The article says that like 2 million other New Yorkers, she needs to get by with the help of food stamps.
The article also goes on to report that while "food insecurity" - a phrase used to denote a time when people do not have access to food - has remained stable across the nation, it has risen in New York State.
In the Bronx, 23% of households are food insecure.
The very same newspaper, the NY Post, writes glowing reviews of the Bloomberg years on their op-ed pages, slams Bill de Blasio as a "class warrior" for running a campaign that acknowledges the "Tale of Two Cities" economic divide in New York, and then publishes this devastating article about the economic "malaise" (their word, not mine) New York City is suffering through in 2013.
Who is at fault for this malaise?
Bill de Blasio?
You can bet if he's mayor in 2014, within a month or so, they'll start to blame this stuff on him around.
And yet, Bloomberg, the mayor who has done everything in his power to assuage and cajole the rich people of this city - including going down to Goldman Sachs and soothing the tears of the brain trust when a former staffer published a Times piece about how evil the firm is - gets off free and clear in the Post article.
It's not his fault he's rezoned huge swaths of the city and turned them into playgrounds for the rich, given tax deals to real estate developers to knock down tenements and build luxury apartments, refused to raise taxes on the wealthy, refused to negotiate contracts with unionized municipal workers (the core of the middle class in this city), demonized teachers as greedy, lazy scum even as he has praised the bankers and hedge fund managers on Wall Street who helped bring about the '08 collapse through their own greed and criminal activity.
Not Bloomberg's fault at all, say the Posties.
You can bet if de Blasio is somehow elected mayor in November, they'll make sure they make it his fault in February.
That is, if the Post is still in business.
As Bloomberg noted in that infamous New York Magazine article yesterday, the Post is suffering its own "economic malaise"" - it loses $100 million a year.
As the poster I saw during Occupy last year said: "They only call it class warfare when we fight back."
ReplyDeleteThat's right - when the plutocrats are having the police bust up a protest against income inequality, they call it "law and order."
DeleteThe newspaper avoid mentioning that the city allowed CityTime to scam them for close to $700M and who was asleep at his post in the comptroller's office when that happened?
ReplyDeleteI'll give you a hint: His first name starts with Bill and ends with Thompson.
Not only did Thompson did scammers get $700M but during his watch the city was being scammed left and right with these no-bid contracts and absconding with million$. What was he doing all this time while he was the comptroller?
Now here's something interesting. His daughter, Jennifer Thompson, is in his campaign commercial and says that she "used to be a teacher". Why did she leave the teaching profession? Interesting, the NY Times, January 2009, stated the following when she was 29: "Jennifer Thompson majored in political science at Wellesley but has no desire to be a politician. So grueling, she said. So taxing. So she took on a different challenge: She is a fifth-grade special-education teacher at Public School 256 in Bedford-Stuyvesant."

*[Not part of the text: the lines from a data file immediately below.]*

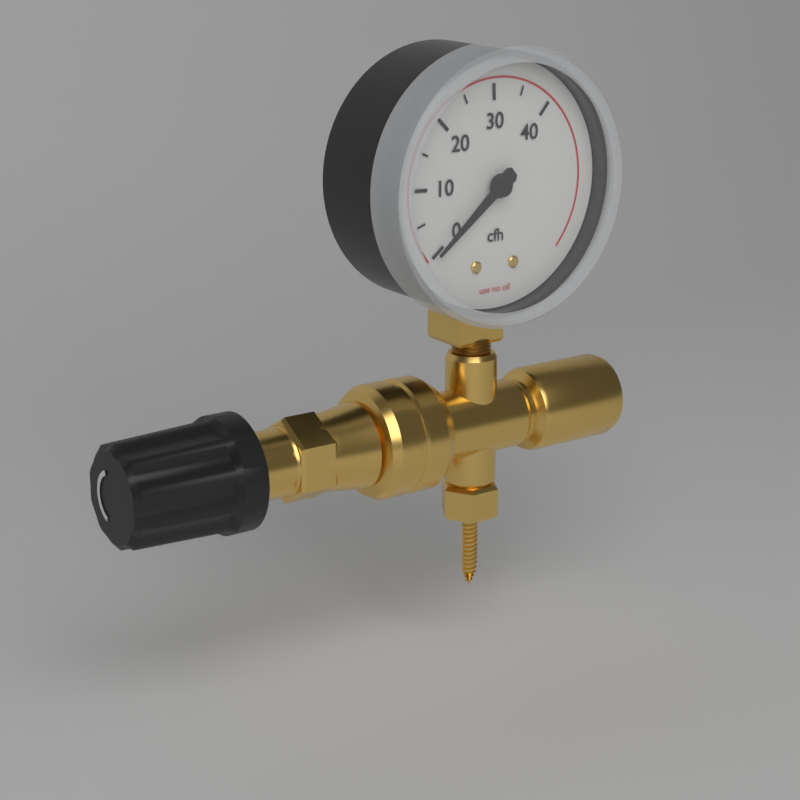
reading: 0 cfh
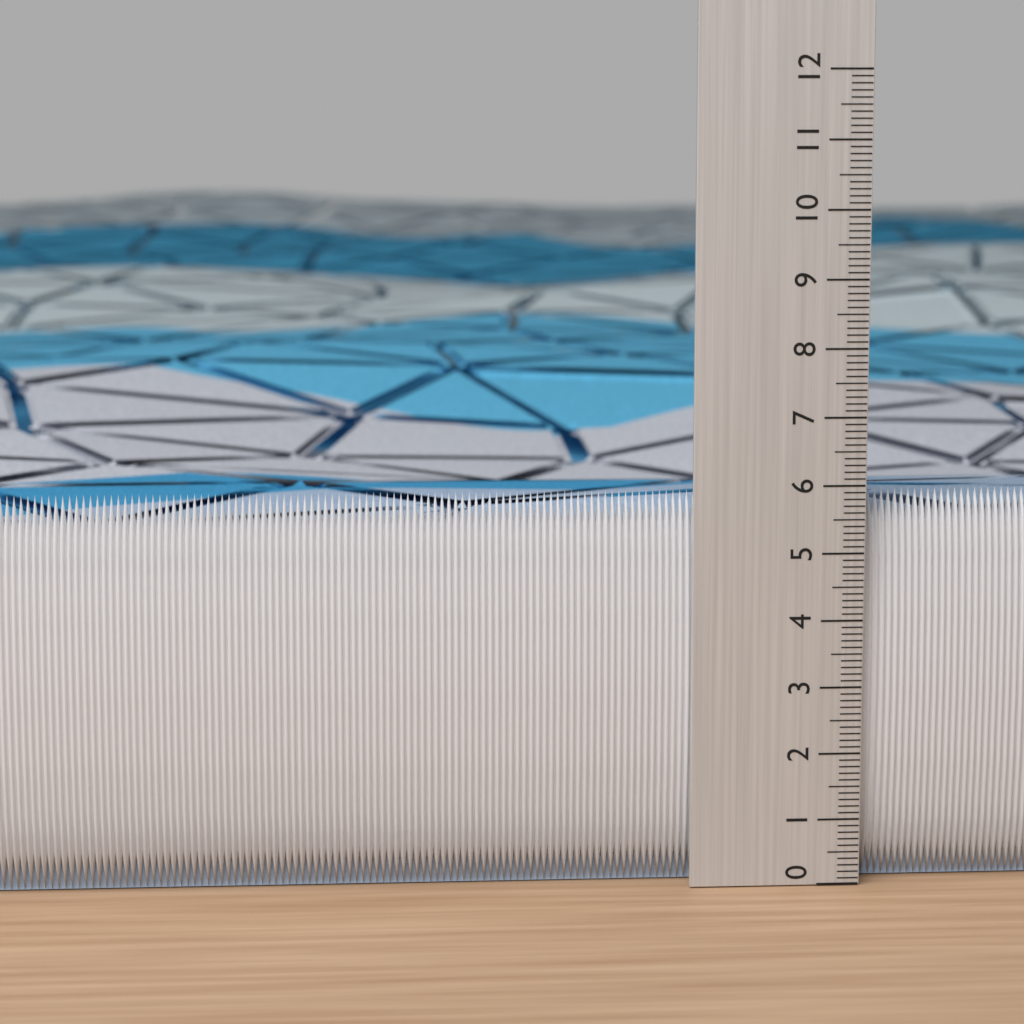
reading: 5.9 (no unit)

Her NYS teaching certificate shows the following:
Childhood Education (Grades 1-6) Transitional B Certificate 09/01/2008 08/31/2011 Expired
Students With Disabilities (Grades 1-6) Transitional B Certificate 09/01/2008 08/31/2011 Expired
Did she let her license expire and that's why she left teaching? Or did she go into teaching because her father, Bill Thompson, was running for mayor in the 2009 election?
Wow, the plot thickens with lots of political manure.
With Thompson, you can never go wrong with leading with the skepticism!